More specifically, the ogres of the north are split into three tribes — previously four. The Voryeshki ogres are the tallest, though not always the broadest, and known for their reddish skin-tone and long tusks. Those that do not live in Gejaran or Krovichankan cities tend to dwell on the taiga and along the shore of the Sea of Ice. They are considered the friendliest of the northern tribes and are the most likely to mix their blood with that of other peoples.
The Ghesjek ogres are the shortest and darkest, varying in tone but usually a deep brownish-purple, and have stubby tusks that impede their speech only minimally. While they are considered the most hostile of the tribes, this is more because they have only recently been ousted from their territory in the Daecian Swamp than because of a greater natural aggression. They live in the southern parts of the taiga and patches of the east coast, with only a few tribal representatives dwelling in Gejaran or Krovichankan cities.

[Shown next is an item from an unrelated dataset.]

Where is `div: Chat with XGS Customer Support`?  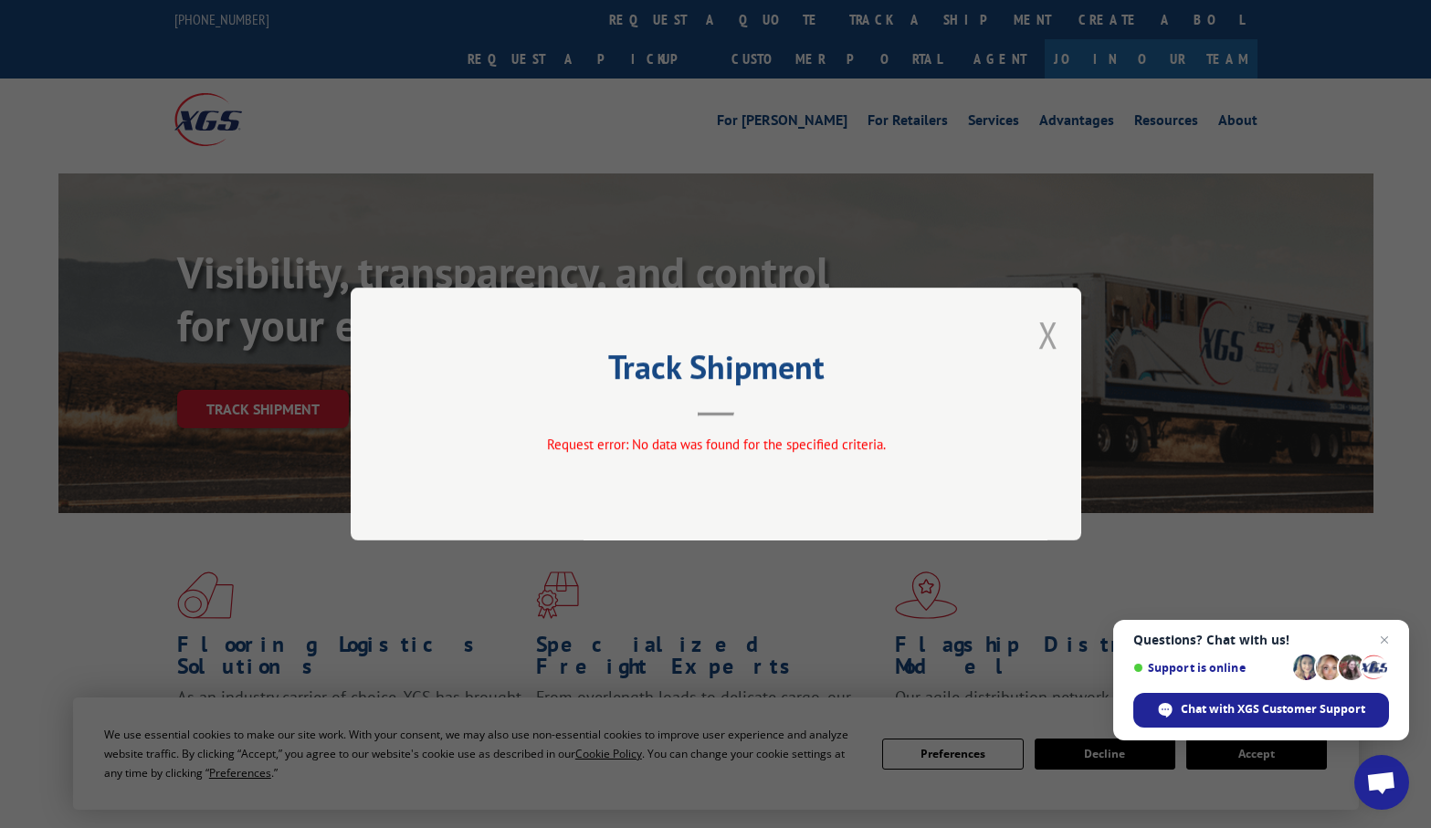
div: Chat with XGS Customer Support is located at coordinates (1261, 710).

Finally, the Leshya-Naanja live in the northern foothills of the Khaeleokiel Range, where volcanic hot-springs make life tolerable despite the bitter winds. They are sometimes called ‘forest ogres’, and have adapted a mottled avocado or olive skin tone with greyish undertones. While not exactly friendly, they do trade with their human and skinchanger neighbors, but have been known to attack Imperial outposts without provocation. They have moderately-sized tusks and larger eyes than the other tribes’, and tend to be standoffish even among fellow ogres. They are also the most vegetarian.

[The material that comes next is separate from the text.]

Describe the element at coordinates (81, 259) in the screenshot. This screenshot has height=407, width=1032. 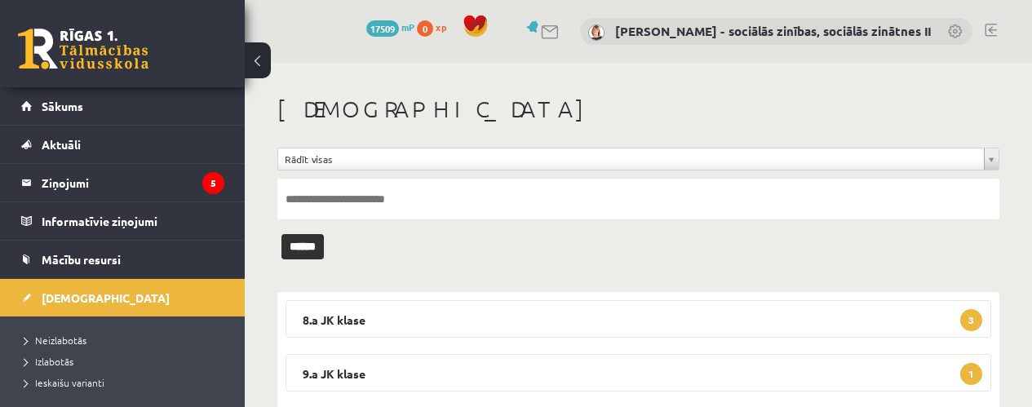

As for the southern ogres, they may bear resemblance to any of the three or to the original sooty-brown baseline. They live in innumerable small tribes — some no bigger than an extended family — either in isolation along the rivers and coasts and swamps or as enclaves within the many human cities. The original ogrish settlements were wiped out long ago by natural disasters and hostile skinchangers, and so these returned and remnant ogres are just a small (but still formidable) population in their home territory, heavily outnumbered by their own mixed-blood offspring.
Eiyets:
These denizens of the Shadow Realm can be found anywhere that shadows gather, though they are not normally visible. As the souls of children who died before they were named — and thus could not be claimed by the Goddess of Death — they often congregate where other children are, both to play with them and to protect them. Children under the eyes of the eiyets have been rescued from kidnappers, defended from abusers, and guided home when lost, but no adult will find such kind treatment from these shadow creatures; those who try to harm children under their care will be found mangled to unrecognizability.

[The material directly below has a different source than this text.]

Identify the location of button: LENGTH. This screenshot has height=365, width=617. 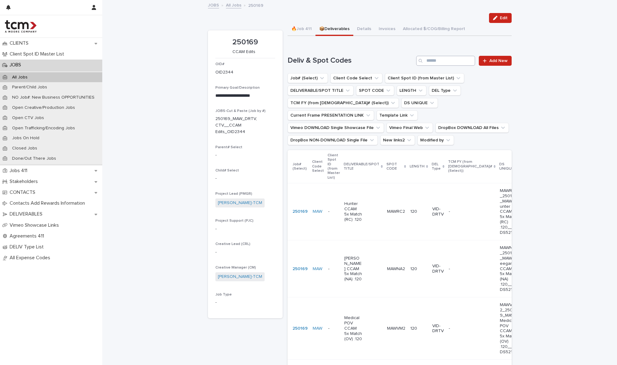
(411, 90).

The Shadow Folk (or Kheri) who inhabit the Shadow Realm alongside the eiyets often take advantage of their connection to the physical world, by inducing them to aggregate into eiyenbridges that the Kheri can then traverse. Using an eiyenbridge to pass from the Shadow to the real (or vice versa) is a dangerous proposition, though. Eiyets can sense fear, sickness, hostility, corruption and various spiritual markers, and have been known to attack people in mid-crossing even if they initially let them in. Additionally, eiyets are prankish, playful and kleptomaniacal, forcing the Kheri to dedicate a lot of time to replacing what they’ve stolen.
(I drew the picture above. Imagine the eiyet as made entirely of matte black spiky stuff, with only the eyes reflective, chewing on a coin about the size of a quarter. Nom nom nom. Now imagine a bridge made out of them.)